ACKNOWLEDGMENTS

I could not have written this book without the expertise and generosity of many people. Speaking with scientists who study water in the oceans, water vapor in the atmosphere, and ice in glaciers and ice sheets has been one of the principal pleasures of writing it. I am happy for the opportunity to thank these generous people here. David Marshall enthusiastically shared his knowledge and loaned me several all-important but hard-to-find volumes from Stommel’s Collected Works. Carl Wunsch read and commented on several chapters, sharing his historical sensitivity and mastery of the field. During a 2017 visit to Woods Hole Oceanographic Institution, Rui Xin Huang shared his memories of Henry Stommel and made sure I understood something of the special culture of the place, including the GFD seminar. At Woods Hole, Joe Pedlosky and John Marshall also spent time talking with me about both the history and current state of physical oceanography. Back in the UK, Giles Harrison welcomed me to Reading, shared his work on atmospheric physics, and inducted me into the joyful practice of balloon launchings.

I am grateful to the following people for reading and commenting on draft chapters: George Adamson, Matthias Heymann, Mike Hulme, Peggy LeMone, David Marshall, Richard Staley, Spencer Weart, Ed Zipser, and the participants of the following seminars: “Towards a History of Paleoclimatology: Changing Roles and Shifting Scales in Climate Sciences,” a workshop held at the Centre for Environmental Humanities at the University of Hamburg, September 6–7, 2017; “Estimated Truths: Water, Science and Politics of Approximation,” held at the Max Planck Institute for the History of Science, August 16–17, 2017; and a summer school on “History of Physics: Scientific Instruments and Environmental Physics” convened by the St. Cross Centre for the History and Philosophy of Physics Centre at Brasenose College, Oxford, August 20–24, 2018. I also benefited from conversations and emails with Karen Aplin, Wallace Broecker, Harry Bryden, Ian Hewitt, Jim Ledwell, Martin Mahony, Dennis Moore, Walter Munk, Chris Rapley, Emily Shuckburgh, John Tennyson, Chris Wilson, and two anonymous reviewers for the University of Chicago Press. All remaining errors are mine alone. In addition, I want to thank Dave Sherman at the Data Library and Archives of the Woods Hole Oceanographic Institution; Diana Carey at the Schlesinger Library, Radcliffe Institute; Karen Moran at the Library of the Royal Observatory Edinburgh; and the staff at the Institute Archives and Special Collections, MIT, the Royal Society in London, and the Bodleian Library in Oxford.

I am grateful to have Peter Tallack of the Science Factory as my agent, and have benefited from two superb editors: Karen Merikangas Darling, at the University of Chicago Press, and Philip Gwyn Jones, at Scribe UK. This book is much the better for their thoughtful and enthusiastic engagement. It is also better thanks to the support of a 2015–2016 Public Scholar grant from the National Endowment for the Humanities.

Friends who have helped keep me afloat include Hayley MacGregor, Sylvie Zannier-Betts, Signe Gosmann, Liz Woolley, Laura Stark, Patrick Tripp, and Susie Reiss. Thanks to all. Now we can finally talk about something else.

My parents, Paul and Cecie Dry, and my sister, Katie Dry, have always supported me, and this book is no exception. I am grateful for their unconditional love and patience with a project that overflowed all of the deadlines I set for it.

At home, I am lucky to have two special people: Jacob, who buoys me like no other, and Rob, who always believes in me.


BRIEF>
Your answer should consist of every line in the records that holds "bounding".

INPUT DATA>
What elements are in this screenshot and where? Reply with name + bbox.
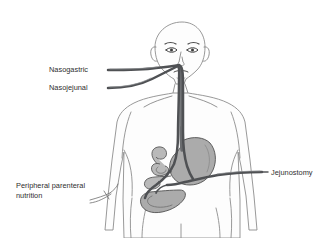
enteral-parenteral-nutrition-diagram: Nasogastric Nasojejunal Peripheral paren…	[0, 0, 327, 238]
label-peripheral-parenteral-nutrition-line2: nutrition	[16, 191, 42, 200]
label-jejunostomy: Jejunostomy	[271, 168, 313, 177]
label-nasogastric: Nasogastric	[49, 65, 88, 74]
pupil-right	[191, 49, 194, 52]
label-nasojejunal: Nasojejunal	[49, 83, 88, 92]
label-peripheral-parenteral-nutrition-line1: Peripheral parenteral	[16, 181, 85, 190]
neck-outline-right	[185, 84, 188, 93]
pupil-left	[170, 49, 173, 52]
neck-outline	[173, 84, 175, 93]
==
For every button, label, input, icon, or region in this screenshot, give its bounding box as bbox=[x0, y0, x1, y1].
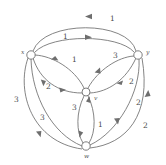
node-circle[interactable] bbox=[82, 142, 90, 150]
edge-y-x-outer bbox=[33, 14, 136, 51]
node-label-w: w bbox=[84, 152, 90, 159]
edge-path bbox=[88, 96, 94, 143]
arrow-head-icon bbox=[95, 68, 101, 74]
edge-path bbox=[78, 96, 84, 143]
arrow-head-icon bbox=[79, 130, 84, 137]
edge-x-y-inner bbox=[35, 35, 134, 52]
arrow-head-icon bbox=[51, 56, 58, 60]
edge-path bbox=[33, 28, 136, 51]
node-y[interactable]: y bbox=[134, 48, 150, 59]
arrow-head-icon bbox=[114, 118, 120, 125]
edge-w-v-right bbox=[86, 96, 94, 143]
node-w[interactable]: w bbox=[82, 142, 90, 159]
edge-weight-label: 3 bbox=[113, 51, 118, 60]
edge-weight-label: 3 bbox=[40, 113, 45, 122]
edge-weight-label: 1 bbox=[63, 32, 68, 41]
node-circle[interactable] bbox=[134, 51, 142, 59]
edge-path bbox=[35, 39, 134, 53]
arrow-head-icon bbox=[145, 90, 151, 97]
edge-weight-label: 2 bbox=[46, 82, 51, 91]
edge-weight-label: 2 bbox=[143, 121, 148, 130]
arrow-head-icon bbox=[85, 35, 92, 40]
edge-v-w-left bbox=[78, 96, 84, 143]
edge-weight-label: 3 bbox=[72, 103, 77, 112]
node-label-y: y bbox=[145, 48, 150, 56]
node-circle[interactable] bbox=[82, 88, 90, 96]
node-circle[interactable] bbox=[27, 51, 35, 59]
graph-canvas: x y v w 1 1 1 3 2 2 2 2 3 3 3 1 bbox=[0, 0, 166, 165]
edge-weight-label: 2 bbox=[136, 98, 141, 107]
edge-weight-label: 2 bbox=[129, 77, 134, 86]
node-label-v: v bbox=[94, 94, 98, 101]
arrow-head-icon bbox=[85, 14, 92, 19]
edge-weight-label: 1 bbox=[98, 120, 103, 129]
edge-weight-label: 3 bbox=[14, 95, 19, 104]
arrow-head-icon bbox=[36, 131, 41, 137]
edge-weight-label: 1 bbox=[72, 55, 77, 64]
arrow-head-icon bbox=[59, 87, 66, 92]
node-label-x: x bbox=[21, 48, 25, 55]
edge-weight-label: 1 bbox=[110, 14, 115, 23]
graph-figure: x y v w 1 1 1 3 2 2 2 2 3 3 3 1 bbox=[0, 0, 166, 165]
==
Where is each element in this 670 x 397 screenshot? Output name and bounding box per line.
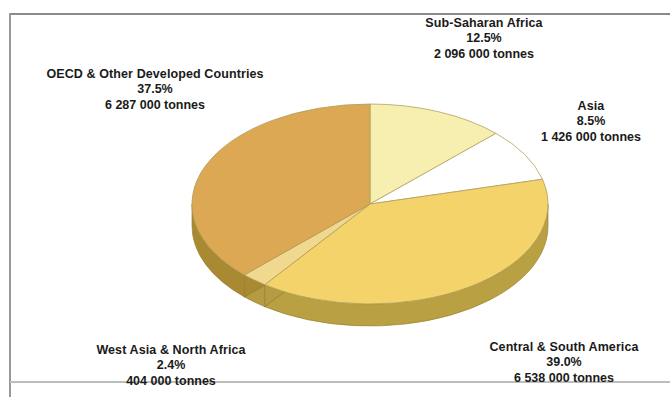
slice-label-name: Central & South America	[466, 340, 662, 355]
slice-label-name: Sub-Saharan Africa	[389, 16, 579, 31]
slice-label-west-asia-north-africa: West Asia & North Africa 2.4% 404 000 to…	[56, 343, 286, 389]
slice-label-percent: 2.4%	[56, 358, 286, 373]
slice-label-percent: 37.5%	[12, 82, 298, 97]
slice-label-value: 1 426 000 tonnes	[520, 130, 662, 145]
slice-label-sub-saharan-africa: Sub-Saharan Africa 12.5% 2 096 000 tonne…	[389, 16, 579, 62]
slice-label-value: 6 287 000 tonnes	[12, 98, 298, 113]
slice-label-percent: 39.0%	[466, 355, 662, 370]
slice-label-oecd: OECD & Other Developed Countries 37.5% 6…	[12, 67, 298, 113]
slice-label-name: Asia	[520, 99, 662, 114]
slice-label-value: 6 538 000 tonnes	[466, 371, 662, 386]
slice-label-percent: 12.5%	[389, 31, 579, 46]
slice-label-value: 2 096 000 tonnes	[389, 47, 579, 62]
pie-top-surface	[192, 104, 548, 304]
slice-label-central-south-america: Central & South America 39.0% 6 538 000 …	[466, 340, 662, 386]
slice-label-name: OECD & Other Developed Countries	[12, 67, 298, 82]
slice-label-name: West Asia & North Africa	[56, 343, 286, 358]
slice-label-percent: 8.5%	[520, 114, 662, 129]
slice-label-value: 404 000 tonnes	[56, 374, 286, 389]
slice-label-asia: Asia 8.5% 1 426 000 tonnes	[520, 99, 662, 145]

TASK OUTPUT>
For every button, label, input, icon, or region in this screenshot, give its bounding box as bbox=[x0, y0, x1, y1].
Where is each element in this 670 x 397 screenshot? Output name and bounding box per line.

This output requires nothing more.